Friday, May 20, 2005

working with new coders; artists needed

over the last couple of months i've had the dinstinct privilege of working with a large number of new KDE hackers. this week a new hacker, Jaison, stepped up with some patches for KJots and will be working on that application. this is great as i really don't have time for it right now. Marc Cramdell, as i mentioned in my previous entry, got his first kicker patches into svn.

these newer people often need a bit of hand-holding and a lot of patch review, much as i did when i joined the project. it's not that they aren't good developers, it's just that KDE is a big code base. if you tuck yourself right into the middle of it, there's a fair amount of things to learn. i consider the time i am able to spend helping these new comers learn the KDE ropes a terrific investment. while many new patch contributors fade away after a week or a month, a few stick around for a good long time. i know for a fact that people i've had a hand in helping into KDE development have written a lot more code for KDE than i have when you sum it all up. probably an order of magnitude more code, in fact. so i see an hour here or an hour there of my time translating into dozens or hundreds of hours of new input into the project. this is a good thing and helps keep KDE a vital project.

i see people such as Matt Rogers and Scott Wheeler doing the same sort of thing, and this is just brilliant. this is one of the more effective ways that we grow our community of developers and keep it healthy.

of course, it's not all about developers, either ... for kicker, i need artists too =) with the new KDE artists site around the corner, or so i've heard, i'll be leveraging that to look for people who can help with the look issues around kicker and the desktop. i'm not a visual artist, i'm a coder, so i need all the help i can get there ... =)

i also snagged a new laptop via work ... nothing spectacular, but >3x faster than my old one, a display the doesn't suck and without the form factor of a boat anchor. i've been using it as a way to sneak out to the coffee shop and plunk way on the FreeNX client libraries. i've spiffied them up a bit on so i can finally do a freakin' release of my NX client, which i need to do so other people can work on it as well. i get way too board working on it by myself. i'm too social, in that sense.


** Directions for this task **
Report every line below that holds the word "horizontal".

(Data extracted from a collection)
= = = = =

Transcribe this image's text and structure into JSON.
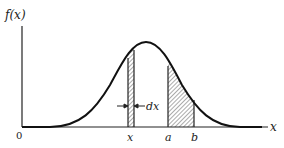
{
  "diagram": {
    "type": "probability-density-curve",
    "y_axis_label": "f(x)",
    "x_axis_label": "x",
    "origin_label": "0",
    "markers": {
      "x": "x",
      "a": "a",
      "b": "b"
    },
    "width_annotation": "dx",
    "colors": {
      "line": "#222222",
      "hatch": "#444444",
      "background": "#ffffff"
    }
  }
}
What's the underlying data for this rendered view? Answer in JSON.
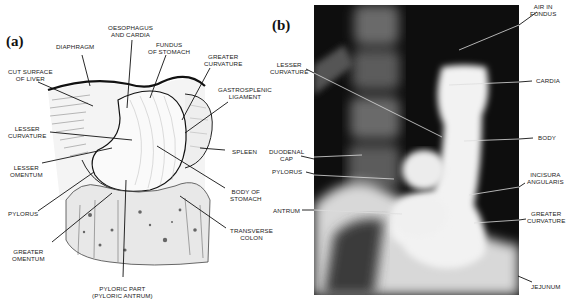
{
  "figure": {
    "panel_a": {
      "label": "(a)",
      "type": "anatomical line drawing of the stomach",
      "labels": {
        "oesophagus": "OESOPHAGUS\nAND CARDIA",
        "diaphragm": "DIAPHRAGM",
        "fundus": "FUNDUS\nOF STOMACH",
        "greater_curvature": "GREATER\nCURVATURE",
        "cut_surface_liver": "CUT SURFACE\nOF LIVER",
        "gastrosplenic": "GASTROSPLENIC\nLIGAMENT",
        "lesser_curvature": "LESSER\nCURVATURE",
        "spleen": "SPLEEN",
        "lesser_omentum": "LESSER\nOMENTUM",
        "body_of_stomach": "BODY OF\nSTOMACH",
        "pylorus": "PYLORUS",
        "transverse_colon": "TRANSVERSE\nCOLON",
        "greater_omentum": "GREATER\nOMENTUM",
        "pyloric_part": "PYLORIC PART\n(PYLORIC ANTRUM)"
      }
    },
    "panel_b": {
      "label": "(b)",
      "type": "barium meal radiograph",
      "labels": {
        "air_in_fundus": "AIR IN\nFUNDUS",
        "lesser_curvature": "LESSER\nCURVATURE",
        "cardia": "CARDIA",
        "duodenal_cap": "DUODENAL\nCAP",
        "body": "BODY",
        "pylorus": "PYLORUS",
        "incisura": "INCISURA\nANGULARIS",
        "antrum": "ANTRUM",
        "greater_curvature": "GREATER\nCURVATURE",
        "jejunum": "JEJUNUM"
      }
    }
  }
}
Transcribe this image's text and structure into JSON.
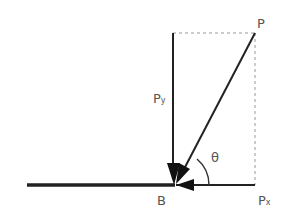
{
  "diagram": {
    "type": "force-vector-decomposition",
    "labels": {
      "point_p": "P",
      "component_y": "P",
      "component_y_sub": "y",
      "component_x": "P",
      "component_x_sub": "x",
      "origin": "B",
      "angle": "θ"
    },
    "colors": {
      "line": "#222222",
      "dashed": "#999999",
      "text": "#555555"
    }
  }
}
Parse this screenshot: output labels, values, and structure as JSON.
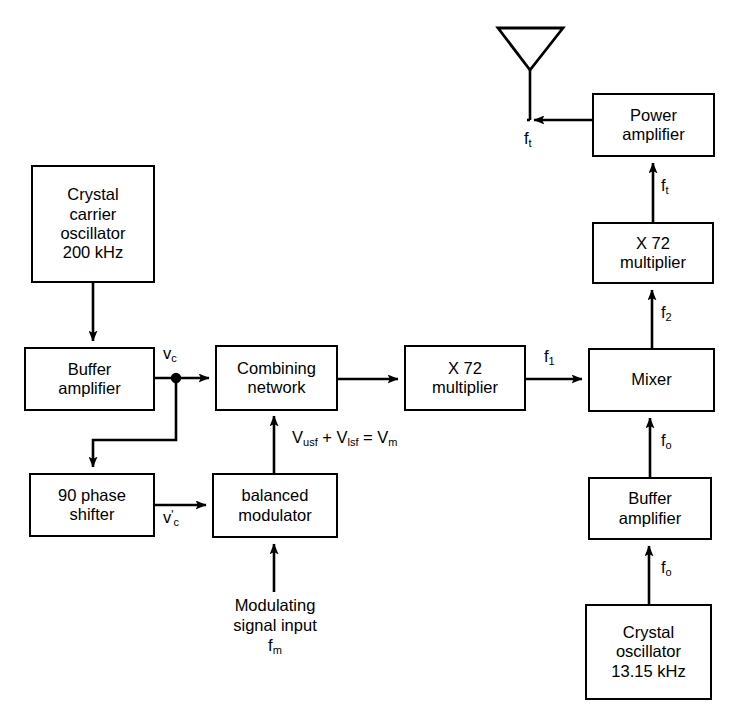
{
  "diagram": {
    "line_color": "#000000",
    "box_fill": "#ffffff",
    "blocks": [
      {
        "id": "crystal_carrier_oscillator",
        "lines": [
          "Crystal",
          "carrier",
          "oscillator",
          "200 kHz"
        ]
      },
      {
        "id": "buffer_amplifier_left",
        "lines": [
          "Buffer",
          "amplifier"
        ]
      },
      {
        "id": "phase_shifter",
        "lines": [
          "90 phase",
          "shifter"
        ]
      },
      {
        "id": "balanced_modulator",
        "lines": [
          "balanced",
          "modulator"
        ]
      },
      {
        "id": "combining_network",
        "lines": [
          "Combining",
          "network"
        ]
      },
      {
        "id": "multiplier_left",
        "lines": [
          "X 72",
          "multiplier"
        ]
      },
      {
        "id": "mixer",
        "lines": [
          "Mixer"
        ]
      },
      {
        "id": "multiplier_right",
        "lines": [
          "X 72",
          "multiplier"
        ]
      },
      {
        "id": "power_amplifier",
        "lines": [
          "Power",
          "amplifier"
        ]
      },
      {
        "id": "buffer_amplifier_right",
        "lines": [
          "Buffer",
          "amplifier"
        ]
      },
      {
        "id": "crystal_oscillator_right",
        "lines": [
          "Crystal",
          "oscillator",
          "13.15 kHz"
        ]
      }
    ],
    "signal_labels": {
      "vc": {
        "base": "v",
        "sub": "c"
      },
      "vc_prime": {
        "base": "v",
        "prime": "'",
        "sub": "c"
      },
      "sideband_sum": {
        "text": "V",
        "sub1": "usf",
        "mid": " + V",
        "sub2": "lsf",
        "tail": " = V",
        "sub3": "m"
      },
      "f1": {
        "base": "f",
        "sub": "1"
      },
      "f2": {
        "base": "f",
        "sub": "2"
      },
      "fo_buffer_in": {
        "base": "f",
        "sub": "o"
      },
      "fo_mixer_in": {
        "base": "f",
        "sub": "o"
      },
      "ft_multiplier_out": {
        "base": "f",
        "sub": "t"
      },
      "ft_antenna": {
        "base": "f",
        "sub": "t"
      },
      "fm": {
        "base": "f",
        "sub": "m"
      }
    },
    "free_text": {
      "modulating_input_line1": "Modulating",
      "modulating_input_line2": "signal input"
    },
    "icons": {
      "antenna": "antenna-icon"
    }
  }
}
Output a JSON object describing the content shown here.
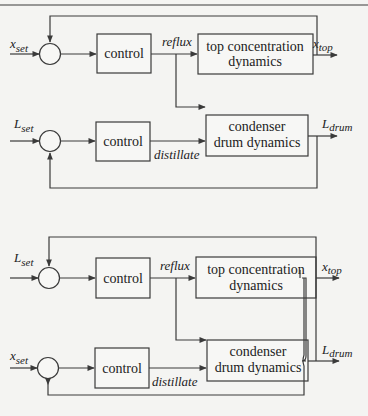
{
  "diagrams": [
    {
      "name": "top-configuration",
      "loops": [
        {
          "setpoint": {
            "main": "x",
            "sub": "set"
          },
          "controller": "control",
          "manipulated": "reflux"
        },
        {
          "setpoint": {
            "main": "L",
            "sub": "set"
          },
          "controller": "control",
          "manipulated": "distillate"
        }
      ],
      "processes": [
        {
          "line1": "top concentration",
          "line2": "dynamics"
        },
        {
          "line1": "condenser",
          "line2": "drum dynamics"
        }
      ],
      "outputs": [
        {
          "main": "x",
          "sub": "top"
        },
        {
          "main": "L",
          "sub": "drum"
        }
      ]
    },
    {
      "name": "bottom-configuration",
      "loops": [
        {
          "setpoint": {
            "main": "L",
            "sub": "set"
          },
          "controller": "control",
          "manipulated": "reflux"
        },
        {
          "setpoint": {
            "main": "x",
            "sub": "set"
          },
          "controller": "control",
          "manipulated": "distillate"
        }
      ],
      "processes": [
        {
          "line1": "top concentration",
          "line2": "dynamics"
        },
        {
          "line1": "condenser",
          "line2": "drum dynamics"
        }
      ],
      "outputs": [
        {
          "main": "x",
          "sub": "top"
        },
        {
          "main": "L",
          "sub": "drum"
        }
      ]
    }
  ]
}
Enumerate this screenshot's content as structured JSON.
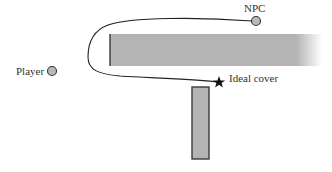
{
  "diagram": {
    "labels": {
      "npc": "NPC",
      "player": "Player",
      "cover": "Ideal cover"
    },
    "entities": {
      "npc": {
        "type": "circle",
        "cx": 256,
        "cy": 21,
        "r": 4.5
      },
      "player": {
        "type": "circle",
        "cx": 52,
        "cy": 71,
        "r": 4.5
      },
      "cover": {
        "type": "star",
        "cx": 219,
        "cy": 82
      }
    },
    "obstacles": [
      {
        "name": "horizontal-wall",
        "x": 110,
        "y": 34,
        "width": 212,
        "height": 32,
        "fades_right": true
      },
      {
        "name": "vertical-wall",
        "x": 192,
        "y": 87,
        "width": 17,
        "height": 72
      }
    ],
    "path": {
      "from": "npc",
      "to": "cover",
      "description": "route around left end of horizontal wall"
    },
    "colors": {
      "obstacle_fill": "#b4b4b4",
      "obstacle_stroke": "#3a3a3a",
      "circle_fill": "#b8b8b8",
      "path": "#222222",
      "text": "#333333"
    }
  }
}
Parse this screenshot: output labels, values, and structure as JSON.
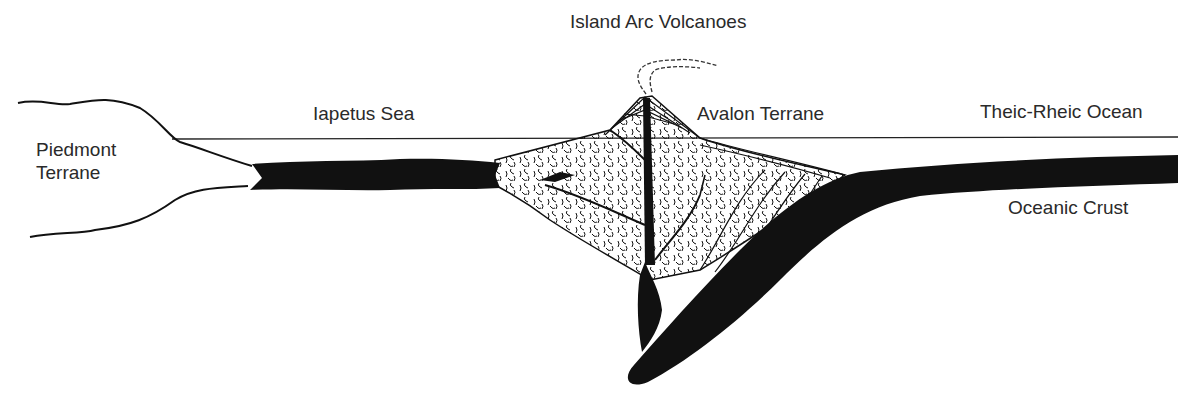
{
  "diagram": {
    "type": "geologic-cross-section",
    "colors": {
      "ink": "#111111",
      "background": "#ffffff",
      "text": "#2a2a2a"
    },
    "labels": {
      "island_arc": "Island Arc Volcanoes",
      "iapetus": "Iapetus Sea",
      "avalon": "Avalon Terrane",
      "theic": "Theic-Rheic Ocean",
      "piedmont_line1": "Piedmont",
      "piedmont_line2": "Terrane",
      "oceanic_crust": "Oceanic Crust"
    },
    "features": [
      "sea-level-line",
      "piedmont-terrane-landmass",
      "iapetus-oceanic-crust-slab",
      "island-arc-volcano-with-plume",
      "accretionary-wedge-strata",
      "subducting-oceanic-crust",
      "magma-conduit"
    ]
  }
}
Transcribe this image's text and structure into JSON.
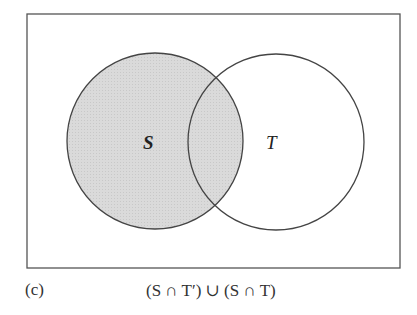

= = = = =

** Answer below **
        "name": "horizontal-wall",
      "description": "route around left end of horizontal wall"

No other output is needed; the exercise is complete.